Though Harris only mentioned women sex workers in the interview, studies indicates that men account for between 10 and 20 percent of sex workers who perform sexual acts in exchange for money.
In countries like Sweden, where targeting those who pay for sex work instead of sex workers—as Harris proposes—is policy, sex work has only been forced further underground, making it more dangerous than it already is. “Pimps don’t accept the rationale that there’s a new law and fewer johns now,” Paul Holmes, a counter-trafficking expert, told The New York Times. “So if a girl is working 16 hours, she’ll have to work 20, and under more brutality.”
Despite anti-trafficking networks condemning the laws and the multitudes of sex workers across the country who have been vocal about the ways in which the new FOSTA/SESTA laws have endangered their lives and their livelihood—in part by forcing them offline and onto the streets—the senator stands by the legislation, telling The Root that she has “no regrets” when it comes to her work helping see these bills into law.
Still, Harris says she supports the safety of sex workers. “On the issue of providing a safe place for sex workers, I’m a huge advocate for that, always have been,” she says referencing the Coalition to End the Exploitation of Kids, a coalition she co-founded in the early 2000s, which, she says, “advocated for safe houses instead of incarceration.”

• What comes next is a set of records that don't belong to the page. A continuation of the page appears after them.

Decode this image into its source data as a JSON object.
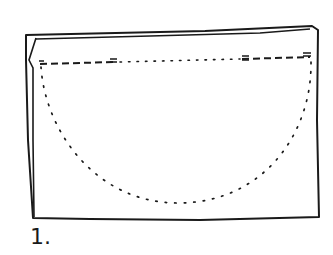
{
  "diagram": {
    "step_label": "1.",
    "colors": {
      "ink": "#1a1a1a",
      "background": "#ffffff"
    },
    "elements": {
      "fabric": "folded rectangular fabric piece",
      "seam_line": "dashed stitching line across top with dotted gap in middle",
      "cut_line": "dotted semicircle below seam line"
    }
  }
}
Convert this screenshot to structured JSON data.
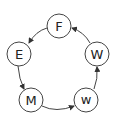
{
  "diagram": {
    "type": "cycle",
    "nodes": [
      {
        "id": "F",
        "label": "F",
        "cx": 59,
        "cy": 26,
        "r": 12
      },
      {
        "id": "E",
        "label": "E",
        "cx": 19,
        "cy": 54,
        "r": 12
      },
      {
        "id": "M",
        "label": "M",
        "cx": 31,
        "cy": 100,
        "r": 12
      },
      {
        "id": "w",
        "label": "w",
        "cx": 86,
        "cy": 100,
        "r": 12
      },
      {
        "id": "W",
        "label": "W",
        "cx": 97,
        "cy": 54,
        "r": 12
      }
    ],
    "edges": [
      {
        "from": "F",
        "to": "E"
      },
      {
        "from": "E",
        "to": "M"
      },
      {
        "from": "M",
        "to": "w"
      },
      {
        "from": "w",
        "to": "W"
      },
      {
        "from": "W",
        "to": "F"
      }
    ],
    "colors": {
      "stroke": "#444444",
      "text": "#222222",
      "background": "#ffffff"
    }
  }
}
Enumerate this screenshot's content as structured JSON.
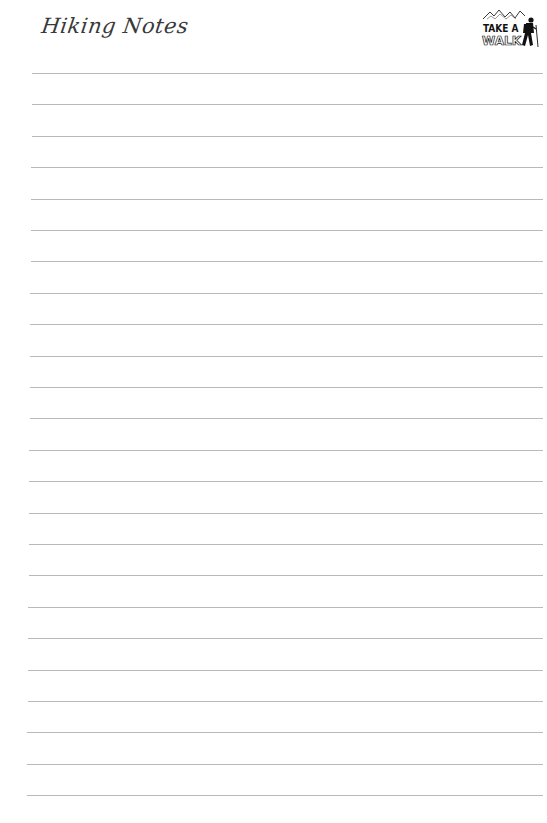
{
  "header": {
    "title": "Hiking Notes",
    "title_color": "#3a3a3a",
    "logo": {
      "icon": "take-a-walk-hiker-logo",
      "line1": "TAKE A",
      "line2": "WALK"
    }
  },
  "ruled_lines": {
    "count": 24,
    "color": "#b9b9b9",
    "first_y": 73,
    "spacing": 31.4,
    "left_x_top": 32,
    "left_x_bottom": 27,
    "right_x": 543
  }
}
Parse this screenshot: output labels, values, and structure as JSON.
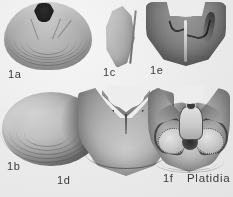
{
  "plate": {
    "genus_label": "Platidia",
    "background_color": "#f2f1ee",
    "ink_color": "#3b3a38",
    "figures": [
      {
        "id": "1a",
        "label": "1a",
        "view": "dorsal-valve-exterior",
        "description": "Rounded shell with concentric growth lines and dark pentagonal foramen at the umbo"
      },
      {
        "id": "1c",
        "label": "1c",
        "view": "lateral-profile",
        "description": "Narrow crescent-shaped side view of the shell"
      },
      {
        "id": "1e",
        "label": "1e",
        "view": "ventral-valve-interior",
        "description": "U-shaped valve interior showing median septum and sockets"
      },
      {
        "id": "1b",
        "label": "1b",
        "view": "oval-shell-exterior",
        "description": "Oval shell with growth lines and dark shading on right flank"
      },
      {
        "id": "1d",
        "label": "1d",
        "view": "cardinal-area",
        "description": "Wide shell with notched cardinal area and V-shaped septal structure"
      },
      {
        "id": "1f",
        "label": "1f",
        "view": "brachidium-interior",
        "description": "Interior showing cardinal plate, foramen and paired crenulated brachial loops"
      }
    ]
  }
}
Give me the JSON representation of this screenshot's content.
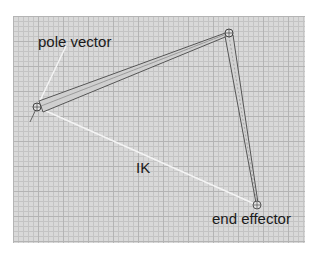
{
  "diagram": {
    "labels": {
      "pole_vector": "pole vector",
      "ik": "IK",
      "end_effector": "end effector"
    },
    "nodes": [
      {
        "id": "root-joint",
        "name": "root joint"
      },
      {
        "id": "mid-joint",
        "name": "middle joint"
      },
      {
        "id": "end-joint",
        "name": "end effector joint"
      }
    ],
    "edges": [
      {
        "from": "root-joint",
        "to": "mid-joint",
        "kind": "bone"
      },
      {
        "from": "mid-joint",
        "to": "end-joint",
        "kind": "bone"
      },
      {
        "from": "root-joint",
        "to": "end-joint",
        "kind": "ik-handle-line"
      },
      {
        "from": "root-joint",
        "to": "pole-vector",
        "kind": "pole-vector-line"
      }
    ],
    "colors": {
      "grid_background": "#d9d9d9",
      "grid_major": "#b4b4b4",
      "grid_minor": "#c4c4c4",
      "bone_outline": "#555555",
      "handle_line": "#ffffff",
      "label_text": "#1a1a1a"
    }
  }
}
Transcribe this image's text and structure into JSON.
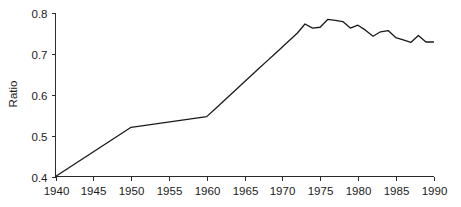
{
  "chart_data": {
    "type": "line",
    "title": "",
    "subtitle": "",
    "xlabel": "",
    "ylabel": "Ratio",
    "xlim": [
      1940,
      1990
    ],
    "ylim": [
      0.4,
      0.8
    ],
    "grid": false,
    "legend": "none",
    "x_ticks": [
      1940,
      1945,
      1950,
      1955,
      1960,
      1965,
      1970,
      1975,
      1980,
      1985,
      1990
    ],
    "x_tick_labels": [
      "1940",
      "1945",
      "1950",
      "1955",
      "1960",
      "1965",
      "1970",
      "1975",
      "1980",
      "1985",
      "1990"
    ],
    "y_ticks": [
      0.4,
      0.5,
      0.6,
      0.7,
      0.8
    ],
    "y_tick_labels": [
      "0.4",
      "0.5",
      "0.6",
      "0.7",
      "0.8"
    ],
    "line_color": "#1a1a1a",
    "series": [
      {
        "name": "Ratio",
        "x": [
          1940,
          1950,
          1960,
          1961,
          1962,
          1963,
          1964,
          1965,
          1966,
          1967,
          1968,
          1969,
          1970,
          1971,
          1972,
          1973,
          1974,
          1975,
          1976,
          1977,
          1978,
          1979,
          1980,
          1981,
          1982,
          1983,
          1984,
          1985,
          1986,
          1987,
          1988,
          1989,
          1990
        ],
        "values": [
          0.4,
          0.52,
          0.546,
          0.563,
          0.58,
          0.597,
          0.614,
          0.631,
          0.648,
          0.665,
          0.682,
          0.699,
          0.716,
          0.733,
          0.75,
          0.772,
          0.762,
          0.764,
          0.783,
          0.781,
          0.778,
          0.762,
          0.769,
          0.757,
          0.742,
          0.753,
          0.756,
          0.739,
          0.733,
          0.727,
          0.744,
          0.728,
          0.728
        ]
      }
    ]
  },
  "axes": {
    "ylabel": "Ratio"
  }
}
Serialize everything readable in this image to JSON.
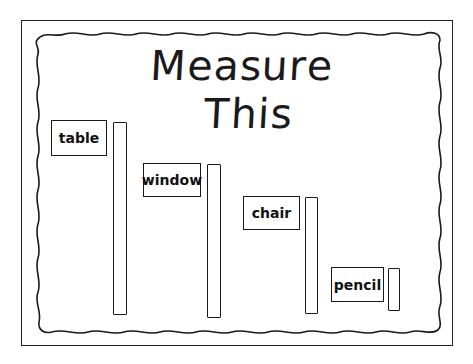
{
  "worksheet": {
    "title": "Measure This",
    "items": [
      {
        "label": "table",
        "box": {
          "x": 51,
          "y": 120,
          "w": 56,
          "h": 36
        },
        "bar": {
          "x": 113,
          "y": 122,
          "w": 14,
          "h": 193
        }
      },
      {
        "label": "window",
        "box": {
          "x": 143,
          "y": 163,
          "w": 58,
          "h": 34
        },
        "bar": {
          "x": 207,
          "y": 164,
          "w": 14,
          "h": 154
        }
      },
      {
        "label": "chair",
        "box": {
          "x": 243,
          "y": 196,
          "w": 57,
          "h": 34
        },
        "bar": {
          "x": 305,
          "y": 197,
          "w": 13,
          "h": 117
        }
      },
      {
        "label": "pencil",
        "box": {
          "x": 331,
          "y": 267,
          "w": 53,
          "h": 35
        },
        "bar": {
          "x": 388,
          "y": 268,
          "w": 12,
          "h": 43
        }
      }
    ]
  },
  "colors": {
    "ink": "#1a1a1a",
    "paper": "#ffffff"
  }
}
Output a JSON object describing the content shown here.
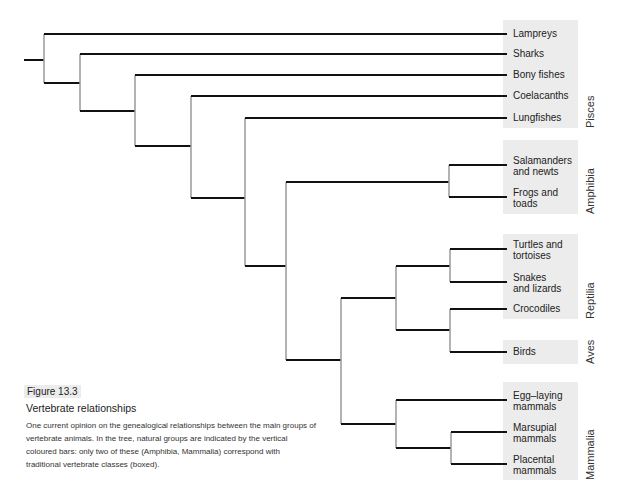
{
  "figure": {
    "tag": "Figure 13.3",
    "title": "Vertebrate relationships",
    "caption": "One current opinion on the genealogical relationships between the main groups of vertebrate animals. In the tree, natural groups are indicated by the vertical coloured bars: only two of these (Amphibia, Mammalia) correspond with traditional vertebrate classes (boxed)."
  },
  "taxa": [
    {
      "lines": [
        "Lampreys"
      ],
      "y": 34
    },
    {
      "lines": [
        "Sharks"
      ],
      "y": 54
    },
    {
      "lines": [
        "Bony fishes"
      ],
      "y": 75
    },
    {
      "lines": [
        "Coelacanths"
      ],
      "y": 96
    },
    {
      "lines": [
        "Lungfishes"
      ],
      "y": 118
    },
    {
      "lines": [
        "Salamanders",
        "and newts"
      ],
      "y": 165
    },
    {
      "lines": [
        "Frogs and",
        "toads"
      ],
      "y": 197
    },
    {
      "lines": [
        "Turtles and",
        "tortoises"
      ],
      "y": 249
    },
    {
      "lines": [
        "Snakes",
        "and lizards"
      ],
      "y": 282
    },
    {
      "lines": [
        "Crocodiles"
      ],
      "y": 309
    },
    {
      "lines": [
        "Birds"
      ],
      "y": 352
    },
    {
      "lines": [
        "Egg–laying",
        "mammals"
      ],
      "y": 400
    },
    {
      "lines": [
        "Marsupial",
        "mammals"
      ],
      "y": 432
    },
    {
      "lines": [
        "Placental",
        "mammals"
      ],
      "y": 464
    }
  ],
  "groups": [
    {
      "name": "Pisces",
      "top": 20,
      "bottom": 128
    },
    {
      "name": "Amphibia",
      "top": 140,
      "bottom": 214
    },
    {
      "name": "Reptilia",
      "top": 234,
      "bottom": 319
    },
    {
      "name": "Aves",
      "top": 340,
      "bottom": 364
    },
    {
      "name": "Mammalia",
      "top": 382,
      "bottom": 480
    }
  ],
  "colors": {
    "branch_horizontal": "#111111",
    "branch_vertical": "#9a9a9a",
    "group_box": "#ececec"
  }
}
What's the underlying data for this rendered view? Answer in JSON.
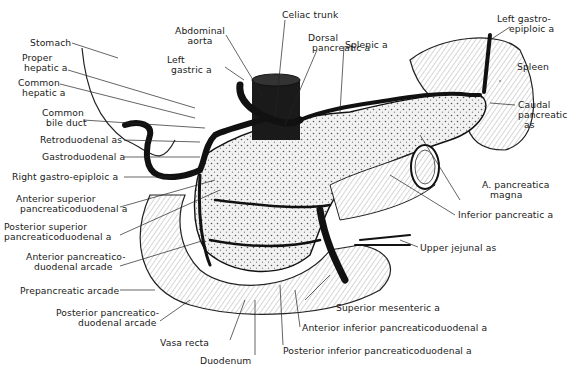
{
  "figure": {
    "style": "black-and-white anatomical line illustration",
    "colors": {
      "ink": "#111111",
      "background": "#ffffff",
      "parenchyma": "#e6e6e6"
    }
  },
  "labels": {
    "stomach": "Stomach",
    "proper_hepatic": [
      "Proper",
      "hepatic a"
    ],
    "common_hepatic": [
      "Common",
      "hepatic a"
    ],
    "common_bile_duct": [
      "Common",
      "bile duct"
    ],
    "retroduodenal": "Retroduodenal as",
    "gastroduodenal": "Gastroduodenal a",
    "right_gastro_epiploic": "Right gastro-epiploic a",
    "anterior_superior_pd": [
      "Anterior superior",
      "pancreaticoduodenal a"
    ],
    "posterior_superior_pd": [
      "Posterior superior",
      "pancreaticoduodenal a"
    ],
    "anterior_pd_arcade": [
      "Anterior pancreatico-",
      "duodenal arcade"
    ],
    "prepancreatic_arcade": "Prepancreatic arcade",
    "posterior_pd_arcade": [
      "Posterior pancreatico-",
      "duodenal arcade"
    ],
    "vasa_recta": "Vasa recta",
    "duodenum": "Duodenum",
    "abdominal_aorta": [
      "Abdominal",
      "aorta"
    ],
    "left_gastric": [
      "Left",
      "gastric a"
    ],
    "celiac_trunk": "Celiac trunk",
    "dorsal_pancreatic": [
      "Dorsal",
      "pancreatic a"
    ],
    "splenic": "Splenic a",
    "left_gastro_epiploic": [
      "Left gastro-",
      "epiploic a"
    ],
    "spleen": "Spleen",
    "caudal_pancreatic": [
      "Caudal",
      "pancreatic",
      "as"
    ],
    "a_pancreatica_magna": [
      "A. pancreatica",
      "magna"
    ],
    "inferior_pancreatic": "Inferior pancreatic a",
    "upper_jejunal": "Upper jejunal as",
    "superior_mesenteric": "Superior mesenteric a",
    "anterior_inferior_pd": "Anterior inferior pancreaticoduodenal a",
    "posterior_inferior_pd": "Posterior inferior pancreaticoduodenal a"
  }
}
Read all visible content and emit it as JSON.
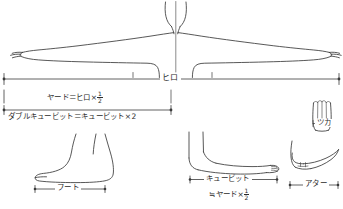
{
  "diagram": {
    "ink_color": "#3a3a3a",
    "text_color": "#2b2b2b"
  },
  "measures": {
    "fathom": {
      "label": "ヒロ",
      "name": "fathom-hiro"
    },
    "yard": {
      "label": "ヤード＝ヒロ×",
      "numerator": "1",
      "denominator": "2",
      "name": "yard-equation"
    },
    "double_cubit": {
      "label": "ダブルキュービット＝キュービット×2",
      "name": "double-cubit-equation"
    },
    "foot": {
      "label": "フート",
      "name": "foot-huto"
    },
    "cubit": {
      "label": "キュービット",
      "sublabel": "≒ヤード×",
      "numerator": "1",
      "denominator": "2",
      "name": "cubit-kyubitto"
    },
    "hand": {
      "label": "ツカ",
      "name": "hand-tsuka"
    },
    "span": {
      "label": "アター",
      "name": "span-ata"
    }
  }
}
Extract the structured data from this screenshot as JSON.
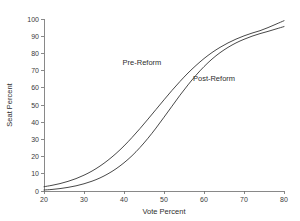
{
  "chart_data": {
    "type": "line",
    "title": "",
    "xlabel": "Vote Percent",
    "ylabel": "Seat Percent",
    "xlim": [
      20,
      80
    ],
    "ylim": [
      0,
      100
    ],
    "xticks": [
      20,
      30,
      40,
      50,
      60,
      70,
      80
    ],
    "yticks": [
      0,
      10,
      20,
      30,
      40,
      50,
      60,
      70,
      80,
      90,
      100
    ],
    "grid": false,
    "legend": "inline-annotations",
    "line_color": "#333333",
    "background_color": "#ffffff",
    "x": [
      20,
      22,
      24,
      26,
      28,
      30,
      32,
      34,
      36,
      38,
      40,
      42,
      44,
      46,
      48,
      50,
      52,
      54,
      56,
      58,
      60,
      62,
      64,
      66,
      68,
      70,
      72,
      74,
      76,
      78,
      80
    ],
    "series": [
      {
        "name": "Pre-Reform",
        "label": "Pre-Reform",
        "values": [
          2.5,
          3.3,
          4.3,
          5.6,
          7.2,
          9.2,
          11.6,
          14.5,
          17.9,
          21.8,
          26.2,
          31.1,
          36.3,
          41.8,
          47.4,
          53.0,
          58.5,
          63.7,
          68.6,
          73.0,
          77.0,
          80.5,
          83.5,
          86.1,
          88.3,
          90.2,
          91.8,
          93.2,
          95.0,
          97.0,
          99.0
        ]
      },
      {
        "name": "Post-Reform",
        "label": "Post-Reform",
        "values": [
          0.6,
          0.9,
          1.4,
          2.1,
          3.0,
          4.2,
          5.7,
          7.6,
          10.0,
          12.9,
          16.4,
          20.5,
          25.3,
          30.7,
          36.6,
          42.9,
          49.3,
          55.7,
          61.7,
          67.3,
          72.3,
          76.7,
          80.4,
          83.5,
          86.1,
          88.2,
          90.0,
          91.5,
          92.8,
          94.2,
          95.6
        ]
      }
    ],
    "annotations": [
      {
        "text": "Pre-Reform",
        "x_data": 44.5,
        "y_data": 73.0
      },
      {
        "text": "Post-Reform",
        "x_data": 62.5,
        "y_data": 64.0
      }
    ],
    "crossing_point": {
      "x": 53,
      "y": 52
    }
  }
}
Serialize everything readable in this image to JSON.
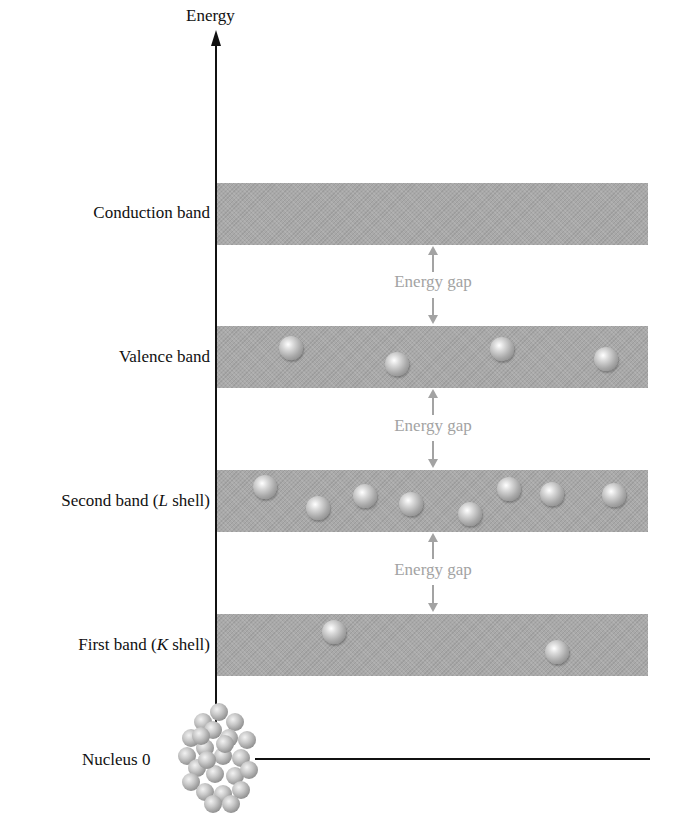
{
  "axis": {
    "y_label": "Energy",
    "origin_label": "Nucleus 0"
  },
  "bands": [
    {
      "id": "conduction",
      "label": "Conduction band",
      "label_parts": [
        "Conduction band"
      ],
      "electrons": 0
    },
    {
      "id": "valence",
      "label": "Valence band",
      "label_parts": [
        "Valence band"
      ],
      "electrons": 4
    },
    {
      "id": "second",
      "label": "Second band (L shell)",
      "label_prefix": "Second band (",
      "label_italic": "L",
      "label_suffix": " shell)",
      "electrons": 8
    },
    {
      "id": "first",
      "label": "First band (K shell)",
      "label_prefix": "First band (",
      "label_italic": "K",
      "label_suffix": " shell)",
      "electrons": 2
    }
  ],
  "gaps": [
    {
      "label": "Energy gap",
      "between": [
        "conduction",
        "valence"
      ]
    },
    {
      "label": "Energy gap",
      "between": [
        "valence",
        "second"
      ]
    },
    {
      "label": "Energy gap",
      "between": [
        "second",
        "first"
      ]
    }
  ],
  "colors": {
    "band": "#a9a9a9",
    "gap_text": "#a3a3a3",
    "axis": "#111111"
  }
}
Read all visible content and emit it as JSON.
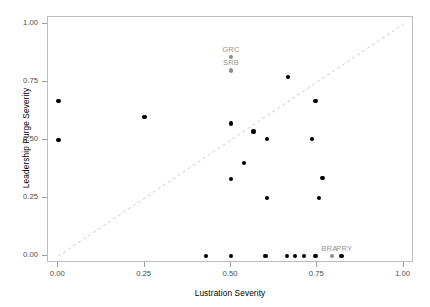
{
  "chart_data": {
    "type": "scatter",
    "title": "",
    "xlabel": "Lustration Severity",
    "ylabel": "Leadership Purge Severity",
    "xlim": [
      -0.03,
      1.03
    ],
    "ylim": [
      -0.03,
      1.03
    ],
    "xticks": [
      0.0,
      0.25,
      0.5,
      0.75,
      1.0
    ],
    "xticklabels": [
      "0.00",
      "0.25",
      "0.50",
      "0.75",
      "1.00"
    ],
    "yticks": [
      0.0,
      0.25,
      0.5,
      0.75,
      1.0
    ],
    "yticklabels": [
      "0.00",
      "0.25",
      "0.50",
      "0.75",
      "1.00"
    ],
    "grid": false,
    "legend": "none",
    "reference_line": {
      "type": "dashed-diagonal",
      "from": [
        0.0,
        0.0
      ],
      "to": [
        1.0,
        1.0
      ],
      "color": "#cccccc",
      "style": "dashed"
    },
    "point_color": "#000000",
    "highlight_color": "#8c8c8c",
    "label_color": "#949494",
    "points": [
      {
        "x": 0.0,
        "y": 0.667,
        "label": "",
        "highlight": false
      },
      {
        "x": 0.0,
        "y": 0.5,
        "label": "",
        "highlight": false
      },
      {
        "x": 0.25,
        "y": 0.6,
        "label": "",
        "highlight": false
      },
      {
        "x": 0.5,
        "y": 0.857,
        "label": "GRC",
        "highlight": true
      },
      {
        "x": 0.5,
        "y": 0.8,
        "label": "SRB",
        "highlight": true
      },
      {
        "x": 0.5,
        "y": 0.571,
        "label": "",
        "highlight": false
      },
      {
        "x": 0.5,
        "y": 0.333,
        "label": "",
        "highlight": false
      },
      {
        "x": 0.537,
        "y": 0.4,
        "label": "",
        "highlight": false
      },
      {
        "x": 0.565,
        "y": 0.536,
        "label": "",
        "highlight": false
      },
      {
        "x": 0.605,
        "y": 0.505,
        "label": "",
        "highlight": false
      },
      {
        "x": 0.605,
        "y": 0.25,
        "label": "",
        "highlight": false
      },
      {
        "x": 0.665,
        "y": 0.772,
        "label": "",
        "highlight": false
      },
      {
        "x": 0.745,
        "y": 0.667,
        "label": "",
        "highlight": false
      },
      {
        "x": 0.735,
        "y": 0.505,
        "label": "",
        "highlight": false
      },
      {
        "x": 0.765,
        "y": 0.337,
        "label": "",
        "highlight": false
      },
      {
        "x": 0.755,
        "y": 0.25,
        "label": "",
        "highlight": false
      },
      {
        "x": 0.428,
        "y": 0.0,
        "label": "",
        "highlight": false
      },
      {
        "x": 0.5,
        "y": 0.0,
        "label": "",
        "highlight": false
      },
      {
        "x": 0.6,
        "y": 0.0,
        "label": "",
        "highlight": false
      },
      {
        "x": 0.663,
        "y": 0.0,
        "label": "",
        "highlight": false
      },
      {
        "x": 0.686,
        "y": 0.0,
        "label": "",
        "highlight": false
      },
      {
        "x": 0.711,
        "y": 0.0,
        "label": "",
        "highlight": false
      },
      {
        "x": 0.745,
        "y": 0.0,
        "label": "",
        "highlight": false
      },
      {
        "x": 0.793,
        "y": 0.0,
        "label": "BRA",
        "highlight": true
      },
      {
        "x": 0.82,
        "y": 0.0,
        "label": "PRY",
        "highlight": false
      }
    ]
  }
}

While the senator maintains her support for decriminalizing sex work, she acknowledges that the issue is complex. “There is an ecosystem around [sex work] that includes crimes that harm people,” she said. “When you’re talking about consenting adults, yes I think we should consider that we can’t criminalize consensual behavior as long as no one is being harmed, but at the point that anyone is being harmed or exploited, then we have to understand that’s a different matter.”